Between Grief and Joy

I’m in a precarious position as I write this column. It is the Friday before Palm Sunday. We are but a few days from Holy Week. This column will be published on Holy Thursday, just as the most somber days of the year begin. Three days later, it will be Easter, the most jubilant day of the year.

As I write, my husband’s mother hangs on to the faintest whisper of life. Before I hit “send,” she could be gone.

When will you read this? In the silence of Good Friday afternoon, or Easter Monday, as you catch your breath after a day of joyous celebration? The line is so fine this week of the liturgical year: life and death, grief and joy, fear and hope.

Faith finds us there, along that fine line. Faith — like a muscle that is stretched and stressed and, please God, strengthened in the moments of grief — carries us from the grief to the joy, from the fear to the hope. There on the death side of the fine line, though, waiting and hoping to hope in joy, we are brokenhearted. It is the person of Jesus who sits with us in Gethsemane, who weeps with us at the tomb, who gives us reason to rejoice on the glorious morning of new life.

We hear the promise in the dark of night: The Lord is close to the brokenhearted and saves the crushed in spirit (Ps 34:18). Deep grief changes lives. Deep grief tests souls by stretching taut against every good thing we’ve ever believed and straining against the faith we’ve always taken for granted. Under the weight of sadness, hearts bow and souls cry out in despair. The question is whether we cry out to the Lord who has taken all of our grief upon His own shoulders. Will we let Him come close to our broken hearts? Curled up tightly, defensive against the pain, we are tempted like never before to shut Him out, disbelieving that any good God would allow the dark of a Friday on Calvary. Will we exercise our faith and let it grow in the pain? Will we test it and find that God truly is good, all the time, even on the grief side of the fine line? Will we believe in the triumph of Easter morning?

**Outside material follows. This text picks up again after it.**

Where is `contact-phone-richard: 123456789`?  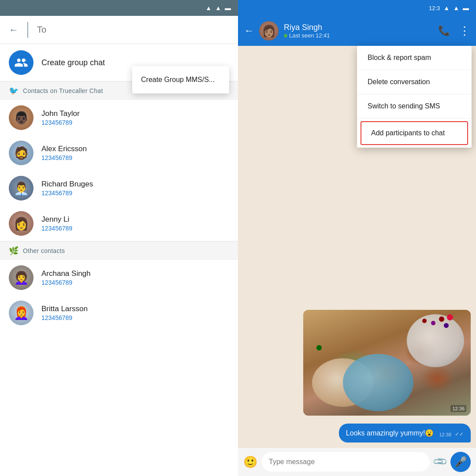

Cellophane Easter grass strewn across the living room floor and half-eaten chocolate bunnies are the stuff of Sunday afternoon. But Easter, true Easter, lives most gloriously in the soul of the person who has wrestled grief and the doubt it sows in one’s faith and lived to know that Jesus is real. We have to make the first move, however tentative it is. We have to reach for Jesus and ask Him to walk along the fine line. Part of growing in faith is making a decision to believe and to be vulnerable in belief. Strengthening faith means living on the grief side of the fine line and deciding that we trust God’s plan and, further, that we want Him to be our safe place. We want Him to take us to the other side, the joy side. Slowly, we unfurl from our defensive posture and let our souls inhale grace.